For a single candidate of the new Democratic Convergence


The result of the division of the democratic camp (left and right) is the risk that it will not make it to the second round of the presidential election. Faced with a populist of the left, the voters might choose a populist of the right. The political parties, excluded from the presidency, the struggle for freedom, for free elections, will find themselves in a new situation of ungovernability.


There are seven candidates for the presidency of the parties coming out of the old Convergence: OPL, Alyans (KID, Génération 2004), FUSION (PANPRA, KONAKOM, Ayiti Kapab), Grand Front Centre Droit, RDNP, MOCHRENA, and PADEMH. If these parties combine against the populist enemy, a dozen candidates of the former nonaligned-parties’ grouping as well as the former members of the Resistance Front can come into a democratic alternative to be placed before the electorate.


Agreement on distribution of responsibilities in the executive branch, parliament, and local government


Better late than never! At the moment these lines are being written, it is too late to have single candidates for the senate, lower house, and local posts. Too many of the activists and supporters of the Convergence parties are running under one or another banner. However, at the level of the presidency, such a single candidacy can still be effected.


Since we are in the political domain, that is the domain of negotiation, the future state partners can discuss apportioning the responsibilities and posts emanating from the president and prime minister.


The agreement should follow article 137 of the constitution which calls for the prime minister to be chosen from the party holding the majority in parliament. The member parties of the new Democratic Convergence should form a majority in parliament around a common program.
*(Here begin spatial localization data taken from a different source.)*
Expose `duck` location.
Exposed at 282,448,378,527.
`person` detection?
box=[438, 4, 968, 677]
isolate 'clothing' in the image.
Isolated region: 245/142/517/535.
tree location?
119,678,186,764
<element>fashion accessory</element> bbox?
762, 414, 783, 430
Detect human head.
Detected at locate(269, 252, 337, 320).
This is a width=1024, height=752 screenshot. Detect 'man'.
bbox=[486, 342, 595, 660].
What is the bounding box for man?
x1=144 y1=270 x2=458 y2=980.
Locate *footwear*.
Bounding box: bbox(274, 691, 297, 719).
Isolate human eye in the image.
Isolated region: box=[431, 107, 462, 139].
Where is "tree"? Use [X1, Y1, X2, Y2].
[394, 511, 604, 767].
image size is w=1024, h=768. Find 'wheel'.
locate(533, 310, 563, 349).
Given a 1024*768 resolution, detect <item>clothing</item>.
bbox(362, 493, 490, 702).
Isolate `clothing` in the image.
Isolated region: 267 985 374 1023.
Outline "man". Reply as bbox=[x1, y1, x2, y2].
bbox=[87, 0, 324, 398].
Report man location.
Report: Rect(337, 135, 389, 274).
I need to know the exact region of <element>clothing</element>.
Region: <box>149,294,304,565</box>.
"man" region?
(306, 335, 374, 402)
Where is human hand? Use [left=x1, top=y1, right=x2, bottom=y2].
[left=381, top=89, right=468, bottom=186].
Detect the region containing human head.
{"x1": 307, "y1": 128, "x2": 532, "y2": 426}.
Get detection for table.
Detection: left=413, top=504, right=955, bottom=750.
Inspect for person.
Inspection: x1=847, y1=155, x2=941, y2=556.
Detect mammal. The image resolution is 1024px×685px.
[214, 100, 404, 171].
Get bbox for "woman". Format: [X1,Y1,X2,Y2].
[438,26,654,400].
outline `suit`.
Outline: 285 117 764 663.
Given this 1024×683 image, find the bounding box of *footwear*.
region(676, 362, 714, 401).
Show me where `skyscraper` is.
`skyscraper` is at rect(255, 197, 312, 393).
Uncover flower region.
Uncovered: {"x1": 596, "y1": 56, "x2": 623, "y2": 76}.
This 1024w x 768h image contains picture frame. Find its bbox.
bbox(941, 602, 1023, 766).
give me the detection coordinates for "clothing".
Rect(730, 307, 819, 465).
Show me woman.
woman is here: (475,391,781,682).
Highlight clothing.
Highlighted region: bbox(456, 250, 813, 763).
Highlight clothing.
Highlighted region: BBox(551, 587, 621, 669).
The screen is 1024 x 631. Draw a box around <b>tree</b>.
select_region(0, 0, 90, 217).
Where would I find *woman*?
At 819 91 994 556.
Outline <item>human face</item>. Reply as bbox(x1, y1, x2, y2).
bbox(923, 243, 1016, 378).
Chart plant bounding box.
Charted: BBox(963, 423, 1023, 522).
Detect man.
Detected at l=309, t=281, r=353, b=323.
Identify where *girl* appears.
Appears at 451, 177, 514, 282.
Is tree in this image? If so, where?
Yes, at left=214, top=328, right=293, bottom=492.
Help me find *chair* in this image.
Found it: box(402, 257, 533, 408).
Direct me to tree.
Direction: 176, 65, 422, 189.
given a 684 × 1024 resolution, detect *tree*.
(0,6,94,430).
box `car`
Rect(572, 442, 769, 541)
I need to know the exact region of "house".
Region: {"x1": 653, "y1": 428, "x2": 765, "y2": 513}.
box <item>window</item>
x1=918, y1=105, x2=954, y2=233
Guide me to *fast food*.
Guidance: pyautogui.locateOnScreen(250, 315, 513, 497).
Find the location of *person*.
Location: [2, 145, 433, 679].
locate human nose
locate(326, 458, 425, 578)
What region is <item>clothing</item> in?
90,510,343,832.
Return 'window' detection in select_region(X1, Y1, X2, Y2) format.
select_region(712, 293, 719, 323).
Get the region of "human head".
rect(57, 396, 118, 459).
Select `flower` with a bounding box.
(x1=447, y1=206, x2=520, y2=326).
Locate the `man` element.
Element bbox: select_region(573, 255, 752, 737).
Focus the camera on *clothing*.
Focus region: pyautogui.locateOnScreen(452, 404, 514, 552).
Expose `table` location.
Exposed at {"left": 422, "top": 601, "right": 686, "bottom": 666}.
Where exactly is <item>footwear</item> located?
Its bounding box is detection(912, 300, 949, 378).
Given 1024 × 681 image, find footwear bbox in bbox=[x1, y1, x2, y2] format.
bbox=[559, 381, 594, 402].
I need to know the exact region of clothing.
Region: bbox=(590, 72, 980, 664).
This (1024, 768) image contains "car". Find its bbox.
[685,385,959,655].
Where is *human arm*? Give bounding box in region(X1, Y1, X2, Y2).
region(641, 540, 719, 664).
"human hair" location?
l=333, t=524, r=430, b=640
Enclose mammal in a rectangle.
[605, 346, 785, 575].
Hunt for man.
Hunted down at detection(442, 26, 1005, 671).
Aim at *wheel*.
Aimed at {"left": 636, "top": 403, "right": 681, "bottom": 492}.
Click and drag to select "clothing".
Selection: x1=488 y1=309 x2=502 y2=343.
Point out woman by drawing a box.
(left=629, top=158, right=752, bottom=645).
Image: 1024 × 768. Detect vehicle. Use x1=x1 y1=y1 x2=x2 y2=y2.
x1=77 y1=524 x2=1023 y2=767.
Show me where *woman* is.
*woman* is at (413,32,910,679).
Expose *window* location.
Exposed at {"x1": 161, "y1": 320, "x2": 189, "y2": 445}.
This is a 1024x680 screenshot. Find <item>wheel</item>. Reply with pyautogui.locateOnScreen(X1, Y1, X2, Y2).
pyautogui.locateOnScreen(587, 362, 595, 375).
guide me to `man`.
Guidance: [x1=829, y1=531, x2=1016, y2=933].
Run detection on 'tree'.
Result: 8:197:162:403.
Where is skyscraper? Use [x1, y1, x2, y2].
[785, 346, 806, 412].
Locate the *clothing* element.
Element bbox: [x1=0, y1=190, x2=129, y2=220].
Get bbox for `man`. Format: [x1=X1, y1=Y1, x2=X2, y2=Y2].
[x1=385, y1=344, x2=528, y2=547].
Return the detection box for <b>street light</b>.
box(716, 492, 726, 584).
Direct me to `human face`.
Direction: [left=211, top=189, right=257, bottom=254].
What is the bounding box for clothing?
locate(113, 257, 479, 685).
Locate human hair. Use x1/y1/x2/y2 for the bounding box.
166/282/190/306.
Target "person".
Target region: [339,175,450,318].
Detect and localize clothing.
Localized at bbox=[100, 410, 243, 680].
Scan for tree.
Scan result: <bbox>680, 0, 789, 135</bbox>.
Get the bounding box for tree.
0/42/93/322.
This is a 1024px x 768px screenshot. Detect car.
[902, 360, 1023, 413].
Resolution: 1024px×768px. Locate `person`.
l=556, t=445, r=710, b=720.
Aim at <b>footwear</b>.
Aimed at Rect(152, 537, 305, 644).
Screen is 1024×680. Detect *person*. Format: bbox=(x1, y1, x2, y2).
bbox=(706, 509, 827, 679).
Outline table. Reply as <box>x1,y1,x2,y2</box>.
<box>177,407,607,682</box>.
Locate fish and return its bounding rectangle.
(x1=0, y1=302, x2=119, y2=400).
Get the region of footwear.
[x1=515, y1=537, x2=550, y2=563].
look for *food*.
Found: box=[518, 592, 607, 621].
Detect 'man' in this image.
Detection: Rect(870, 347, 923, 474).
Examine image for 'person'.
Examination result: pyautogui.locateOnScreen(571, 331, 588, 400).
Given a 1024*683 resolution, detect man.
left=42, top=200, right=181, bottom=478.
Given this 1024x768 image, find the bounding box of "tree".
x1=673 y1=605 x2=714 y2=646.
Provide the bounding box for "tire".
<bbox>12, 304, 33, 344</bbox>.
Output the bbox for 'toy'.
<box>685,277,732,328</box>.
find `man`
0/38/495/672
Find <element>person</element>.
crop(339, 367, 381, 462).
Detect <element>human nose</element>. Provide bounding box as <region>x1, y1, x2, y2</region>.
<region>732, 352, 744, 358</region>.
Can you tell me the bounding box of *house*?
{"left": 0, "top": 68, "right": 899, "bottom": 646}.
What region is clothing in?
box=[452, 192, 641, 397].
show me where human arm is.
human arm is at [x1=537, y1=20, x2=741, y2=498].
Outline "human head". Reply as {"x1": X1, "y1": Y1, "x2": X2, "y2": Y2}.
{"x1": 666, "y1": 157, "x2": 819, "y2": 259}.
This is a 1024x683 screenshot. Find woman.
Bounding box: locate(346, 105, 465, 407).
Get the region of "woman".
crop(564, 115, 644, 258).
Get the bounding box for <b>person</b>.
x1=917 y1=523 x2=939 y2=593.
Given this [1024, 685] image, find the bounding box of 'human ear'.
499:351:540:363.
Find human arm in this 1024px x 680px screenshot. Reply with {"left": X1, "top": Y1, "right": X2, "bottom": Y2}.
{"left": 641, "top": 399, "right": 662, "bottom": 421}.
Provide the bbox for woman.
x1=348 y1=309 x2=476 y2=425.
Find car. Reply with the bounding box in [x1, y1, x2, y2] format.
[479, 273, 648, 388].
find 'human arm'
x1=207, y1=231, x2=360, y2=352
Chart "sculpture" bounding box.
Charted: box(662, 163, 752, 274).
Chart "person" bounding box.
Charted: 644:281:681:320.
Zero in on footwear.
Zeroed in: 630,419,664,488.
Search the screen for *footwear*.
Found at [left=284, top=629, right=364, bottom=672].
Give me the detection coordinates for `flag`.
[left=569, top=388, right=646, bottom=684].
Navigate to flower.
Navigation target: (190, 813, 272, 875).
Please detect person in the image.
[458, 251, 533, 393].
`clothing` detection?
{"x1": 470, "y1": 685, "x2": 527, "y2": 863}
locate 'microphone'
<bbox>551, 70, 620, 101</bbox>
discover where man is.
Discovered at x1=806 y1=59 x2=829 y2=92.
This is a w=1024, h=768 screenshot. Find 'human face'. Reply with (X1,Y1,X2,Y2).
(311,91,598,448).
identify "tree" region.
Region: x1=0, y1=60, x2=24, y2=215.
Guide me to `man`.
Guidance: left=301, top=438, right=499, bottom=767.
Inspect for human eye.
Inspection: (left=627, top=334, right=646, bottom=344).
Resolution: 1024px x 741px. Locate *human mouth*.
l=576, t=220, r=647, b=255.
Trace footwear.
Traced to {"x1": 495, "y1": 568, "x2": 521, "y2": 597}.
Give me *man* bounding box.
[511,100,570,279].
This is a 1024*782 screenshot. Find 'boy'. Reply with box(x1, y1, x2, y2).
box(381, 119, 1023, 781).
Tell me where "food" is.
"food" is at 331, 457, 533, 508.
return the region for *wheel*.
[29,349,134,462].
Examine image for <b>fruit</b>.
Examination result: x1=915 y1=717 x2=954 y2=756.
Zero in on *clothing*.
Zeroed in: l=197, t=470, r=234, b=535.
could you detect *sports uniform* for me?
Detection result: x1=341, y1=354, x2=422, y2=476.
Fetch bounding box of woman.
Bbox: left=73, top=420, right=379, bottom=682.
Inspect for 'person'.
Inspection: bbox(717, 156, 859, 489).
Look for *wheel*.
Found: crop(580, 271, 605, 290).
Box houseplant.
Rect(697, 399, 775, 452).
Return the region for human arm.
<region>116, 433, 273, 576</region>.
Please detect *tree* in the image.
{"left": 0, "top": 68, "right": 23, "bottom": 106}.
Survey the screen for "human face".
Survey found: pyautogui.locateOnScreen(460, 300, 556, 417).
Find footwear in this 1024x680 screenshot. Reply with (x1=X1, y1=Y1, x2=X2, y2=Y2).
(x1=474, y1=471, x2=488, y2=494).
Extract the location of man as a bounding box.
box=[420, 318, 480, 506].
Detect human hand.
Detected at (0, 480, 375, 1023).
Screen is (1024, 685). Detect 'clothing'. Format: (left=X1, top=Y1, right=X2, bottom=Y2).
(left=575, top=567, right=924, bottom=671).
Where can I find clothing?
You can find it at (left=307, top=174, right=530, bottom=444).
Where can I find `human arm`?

Now each party is trying to win as many posts as it can, but after the election they can form a bloc to choose the prime minister and members of the government.


Pick Up the Fallen Banner


In conclusion there are many of us in the Fusion who agree on the necessity of finding a way to create an emotional and electric shock first for the political class and then the voting population, confused by these fifty-four candidates, in order to renew confidence in the importance of their vote.


This renaissance of the Democratic Convergence will attract the other political parties, the former nonaligned ones as well as those who took up arms against the dictatorship and are now putting forward a presidential candidate.


At that moment, the different components of civil society, encouraged by this will for unity, will find the ways and means to support this new source of hope.